Other declassified US documents show that Kissinger, furious over then-Cuban President Fidel Castro’s decision to send troops to Angola, outlined plans in 1976 to “crush Cuba” with air strikes.which never came to fruition.
No apologies
Following his departure from government in 1977, when Democrat Jimmy Carter assumed the US presidency, Kissinger founded the international consulting firm Kissinger Associates, which made millions selling advice to large corporations.
He also dedicated himself to another of his passions, football, and as he had announced to Guzzetti, He personally traveled to the 1978 World Cup in Argentina despite concerns expressed by the US ambassador to that country that his support for the military junta would harden its position on human rights.just as the Carter administration was pressuring her to stop the repression.
Kissinger never completely escaped the controversies he aroused.
In May 2001, while visiting Paris, a French judge summoned him to testify as a witness in an investigation into the coup and human rights violations in Chile, but the former Secretary of State refused to respond and left France.
There were also attempts to involve him in prosecutions in other countries for alleged abuses related to American foreign policy, but those efforts never came to fruition.
Asked in an interview with Atlantic in 2016 about the usefulness of going to other countries and making mea culpa for past US behavior, Kissinger used questions in his response, without offering a hint of an apology.
“Should every American public servant have to worry about how their views will sound 40 years later in the hands of foreign governments?”, he questioned.
When recently asked by a journalist from the American network CBS about the bombings of Cambodia, Kissinger defended himself: “You do this program because I am going to be 100 years old,” he said. “And you choose a topic from something that happened 60 years ago.
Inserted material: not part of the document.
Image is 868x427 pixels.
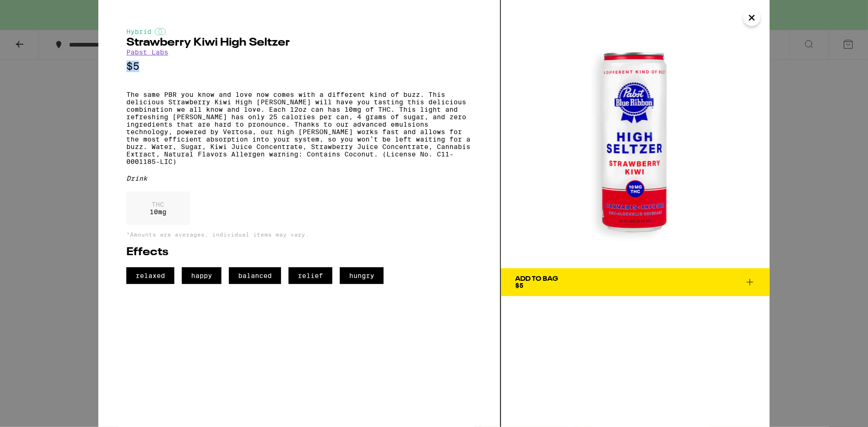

You have to know that it was a necessary step.”
In that same recent interview he said he hoped that, with China’s participation, there would be negotiations at the end of this year to end the war between Russia and Ukraine.
And in dialogue with the British magazine The Economist He released advice so that the US and China learn to coexist without going to war, in a world where artificial intelligence can increase their rivalry.
“Both sides became convinced that the other represented a strategic danger,” he warned.
“We are heading towards a confrontation between great powers.”